My Guilt and God’s Grace

I was born into a loving family with wonderful parents and four siblings. We lived at an institution where my parents served as staff. Unfortunately, being raised in this atmosphere set me up for emotional difficulties. For many years, guilt was a constant in my life.
GUILT

At school I was taught the same principles and values as my parents taught, but somehow the school’s teaching led me to think of God as someone who was out to punish me. Being a sensitive girl, this led to an unhealthy guilt. Interspersed through all the good times I had as a kid were these nagging feelings in the back of my mind.

Even as I reached adulthood and beyond, I never got over my guilt issues. They haunted me, sometimes worse than others, as when our eldest son was unwell from birth and died a year later. In my mind, I thought perhaps I was being punished for something I had done wrong.

Finally, when our two living sons were seven and five years of age, my life crumbled to the ground.
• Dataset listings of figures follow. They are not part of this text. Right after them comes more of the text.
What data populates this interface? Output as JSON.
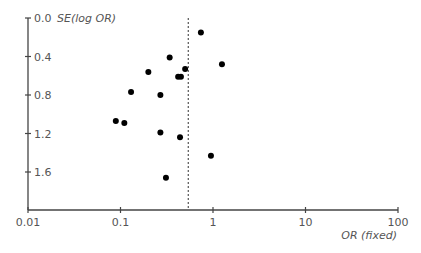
{
  "chart_data": {
    "type": "scatter",
    "subtype": "funnel-plot",
    "title": "",
    "xlabel": "OR (fixed)",
    "ylabel": "SE(log OR)",
    "x_scale": "log",
    "xlim": [
      0.01,
      100
    ],
    "ylim": [
      0.0,
      2.0
    ],
    "y_inverted": true,
    "x_ticks": [
      {
        "value": 0.01,
        "label": "0.01"
      },
      {
        "value": 0.1,
        "label": "0.1"
      },
      {
        "value": 1,
        "label": "1"
      },
      {
        "value": 10,
        "label": "10"
      },
      {
        "value": 100,
        "label": "100"
      }
    ],
    "y_ticks": [
      {
        "value": 0.0,
        "label": "0.0"
      },
      {
        "value": 0.4,
        "label": "0.4"
      },
      {
        "value": 0.8,
        "label": "0.8"
      },
      {
        "value": 1.2,
        "label": "1.2"
      },
      {
        "value": 1.6,
        "label": "1.6"
      }
    ],
    "grid": false,
    "legend": null,
    "reference_line": {
      "x": 0.54,
      "style": "dashed",
      "label": "pooled OR (fixed)"
    },
    "series": [
      {
        "name": "studies",
        "points": [
          {
            "or": 0.74,
            "se": 0.15
          },
          {
            "or": 1.25,
            "se": 0.48
          },
          {
            "or": 0.34,
            "se": 0.41
          },
          {
            "or": 0.2,
            "se": 0.56
          },
          {
            "or": 0.5,
            "se": 0.53
          },
          {
            "or": 0.42,
            "se": 0.61
          },
          {
            "or": 0.45,
            "se": 0.61
          },
          {
            "or": 0.13,
            "se": 0.77
          },
          {
            "or": 0.27,
            "se": 0.8
          },
          {
            "or": 0.089,
            "se": 1.07
          },
          {
            "or": 0.11,
            "se": 1.09
          },
          {
            "or": 0.27,
            "se": 1.19
          },
          {
            "or": 0.44,
            "se": 1.24
          },
          {
            "or": 0.95,
            "se": 1.43
          },
          {
            "or": 0.31,
            "se": 1.66
          }
        ]
      }
    ]
  }
}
The tipping point to what had now become anxiety and depression was a tragedy that took place in our small town. All the emotions came in full force, and I could not rise above it.

But I realized that I needed to find my way out of this and couldn’t rely on anyone else to fix my problems. I needed to find my own answers, began to look at my symptoms, read and did research on what could be wrong with me, and found that obsessive thinking was actually an imbalance. Along this journey, I received help in the form of medication. As the days went by, we became cautiously optimistic that I was recovering.

GRACE

I came to discover that the right kind of guilt brings about positive change, not rumination over past wrongs. God was not standing over me with a whip, ready to punish me for something. Instead, he was extending me grace and I have not questioned this fact since that time.

When a person thinks obsessively, they try over and over to think their way out of a problem, when, in fact, the opposite actually brings relief and normal thought patterns.

Letting go and letting the medication do its work brought the relief I needed.